Snowpiercer is set on an enormous train that circles the Earth constantly. The Earth is a giant, inhospitable ice cube now, and has been for decades. All that's left of humanity is on that train. The people at the front have it pretty good. Steak, hair salons, pleasant music, all that jazz. The people at the back are crammed in like livestock, subsisting on some weird gelatin thing which I'd rather not contemplate on the ingredients of.
Chris Evans is Curtis, and he's fed up. He's been planning a long time to get past the soldiers and storm his way to the front, and he's got a lot of other disgruntled people with him. I missed some of the preparations, but they work their way forward with the knowledge from people who were briefly brought forward, and a man named Namgoong Minsoo (played by Kang-ho Song, who was also in The Good, the Bad, the Weird, he was "The weird") who knows how to open the various gates that bar the way. Gradually their numbers are whittled down to just a couple by the time they reach the final door. Which doesn't bother Curtis much, since he isn't acting out of any desire to redistribute the wealth or anything like that. He despises the man who built the train, despises the way things are run, and desires only to confront him. I legitimately didn't know whether he'd get there or not. I didn't think he'd die early in the film, but near the end, unfulfilled? Sure, it was in play. Reach a door he couldn't bypass, be pulled down by someone on his side, furious that this is all Curtis was after. Or find out Wilford was dead, had been for years, the system was running as it did on inertia.
The ending was odd to me. I'm not sure I'm meant to take it as I did, but it certainly felt like it was arguing for burning everything down and hoping a few good people survive to try again. Except it seems more likely humanity's last act was going to be feeding a bear.
Let's see, what else. Ed Harris is in this. It's impressive to me that I almost always like Ed Harris, but he's very good at playing characters I root against in spite of this. Like I enjoyed Alan Rickman's work, but he was best suited to playing people you wanted to hate. But Harris has this extremely reasonable, friendly deliver that makes him likeable. I usually want to like his characters, but he's very good at not letting me. I wasn't expecting to see Kang-ho Song, that was a pleasant surprise. If I'd known he was in this, I'd have watched it from the beginning. I only got to see a few things with his character, enough to intrigue me.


• _The problem_
In the listing that follows, count the lines holding the word "AGENDADO" and report only that number.

• _Provided material_
◆ ◆ ◆ ◆ ◆
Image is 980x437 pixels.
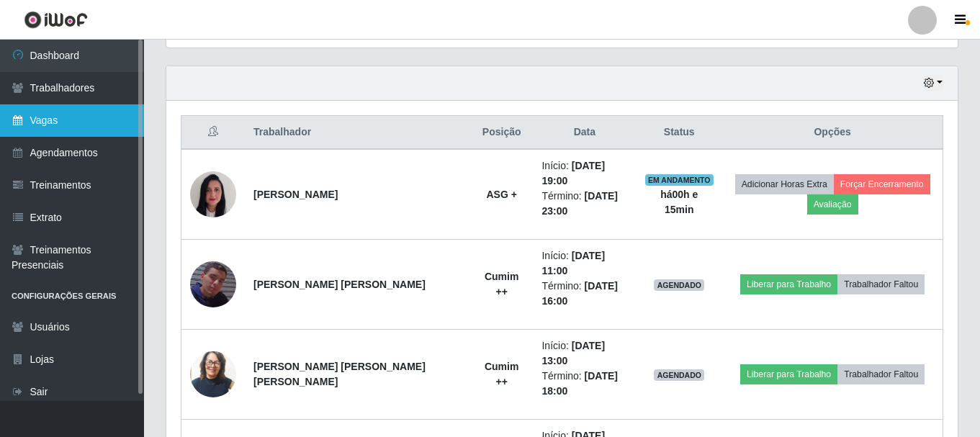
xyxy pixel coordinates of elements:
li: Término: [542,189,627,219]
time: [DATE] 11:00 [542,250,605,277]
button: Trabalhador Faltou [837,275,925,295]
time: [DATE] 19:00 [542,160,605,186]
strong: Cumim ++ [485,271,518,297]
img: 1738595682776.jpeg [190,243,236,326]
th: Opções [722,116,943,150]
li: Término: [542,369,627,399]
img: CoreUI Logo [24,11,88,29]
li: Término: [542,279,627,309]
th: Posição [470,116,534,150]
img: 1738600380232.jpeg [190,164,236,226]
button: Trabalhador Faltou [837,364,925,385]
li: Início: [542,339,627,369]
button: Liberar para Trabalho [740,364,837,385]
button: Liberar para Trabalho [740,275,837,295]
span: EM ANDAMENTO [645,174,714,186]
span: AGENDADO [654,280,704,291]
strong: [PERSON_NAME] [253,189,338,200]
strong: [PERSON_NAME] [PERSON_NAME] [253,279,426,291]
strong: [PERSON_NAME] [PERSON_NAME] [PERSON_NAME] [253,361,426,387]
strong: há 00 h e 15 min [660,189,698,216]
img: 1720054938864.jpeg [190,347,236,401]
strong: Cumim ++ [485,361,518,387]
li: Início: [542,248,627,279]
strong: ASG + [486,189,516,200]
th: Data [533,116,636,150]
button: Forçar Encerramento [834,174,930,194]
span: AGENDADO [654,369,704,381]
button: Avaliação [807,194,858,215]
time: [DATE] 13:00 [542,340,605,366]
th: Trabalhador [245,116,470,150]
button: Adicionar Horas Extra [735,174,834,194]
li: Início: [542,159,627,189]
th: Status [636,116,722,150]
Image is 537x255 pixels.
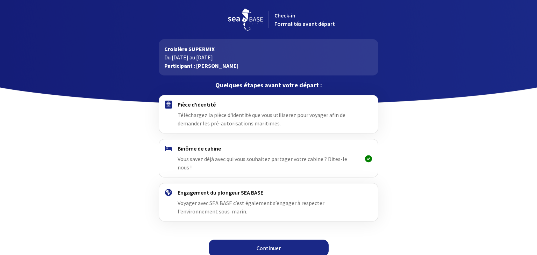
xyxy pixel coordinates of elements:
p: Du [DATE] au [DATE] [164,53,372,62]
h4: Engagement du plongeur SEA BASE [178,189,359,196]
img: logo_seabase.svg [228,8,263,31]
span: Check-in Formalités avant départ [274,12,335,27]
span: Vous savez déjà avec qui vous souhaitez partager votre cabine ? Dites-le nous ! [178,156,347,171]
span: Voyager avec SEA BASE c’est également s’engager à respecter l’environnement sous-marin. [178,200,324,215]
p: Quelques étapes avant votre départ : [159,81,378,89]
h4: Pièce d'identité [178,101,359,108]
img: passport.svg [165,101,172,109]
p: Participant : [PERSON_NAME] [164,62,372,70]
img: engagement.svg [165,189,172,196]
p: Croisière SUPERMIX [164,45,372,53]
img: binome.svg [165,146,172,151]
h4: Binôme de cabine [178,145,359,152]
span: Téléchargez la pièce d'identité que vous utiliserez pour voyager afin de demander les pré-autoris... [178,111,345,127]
◆ ◆ ◆ ◆ ◆
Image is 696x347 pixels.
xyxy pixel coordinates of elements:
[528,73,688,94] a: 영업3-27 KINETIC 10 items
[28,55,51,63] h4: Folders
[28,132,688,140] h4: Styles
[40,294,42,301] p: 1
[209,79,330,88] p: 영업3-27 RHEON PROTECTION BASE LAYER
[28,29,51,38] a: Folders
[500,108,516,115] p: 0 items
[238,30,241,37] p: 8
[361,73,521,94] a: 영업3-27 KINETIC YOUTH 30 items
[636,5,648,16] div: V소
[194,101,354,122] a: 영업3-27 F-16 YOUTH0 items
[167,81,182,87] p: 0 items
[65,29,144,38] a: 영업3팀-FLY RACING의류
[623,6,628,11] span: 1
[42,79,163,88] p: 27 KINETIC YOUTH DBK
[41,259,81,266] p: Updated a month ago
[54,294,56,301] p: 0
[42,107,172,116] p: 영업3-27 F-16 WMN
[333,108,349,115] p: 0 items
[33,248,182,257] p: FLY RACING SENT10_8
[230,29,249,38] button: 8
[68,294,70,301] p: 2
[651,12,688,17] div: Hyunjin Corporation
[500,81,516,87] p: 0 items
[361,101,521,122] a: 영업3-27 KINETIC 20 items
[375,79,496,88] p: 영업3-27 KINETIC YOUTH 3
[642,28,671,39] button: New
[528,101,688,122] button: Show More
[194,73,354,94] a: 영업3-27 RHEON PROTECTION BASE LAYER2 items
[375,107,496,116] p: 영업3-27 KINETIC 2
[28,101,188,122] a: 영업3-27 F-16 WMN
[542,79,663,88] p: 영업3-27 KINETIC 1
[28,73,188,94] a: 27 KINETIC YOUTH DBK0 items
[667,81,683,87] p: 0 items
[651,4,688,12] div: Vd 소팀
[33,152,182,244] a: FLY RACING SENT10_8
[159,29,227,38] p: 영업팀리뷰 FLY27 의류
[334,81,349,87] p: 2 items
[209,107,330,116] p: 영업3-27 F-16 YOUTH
◆ ◆ ◆ ◆ ◆
• _Problem solution_
2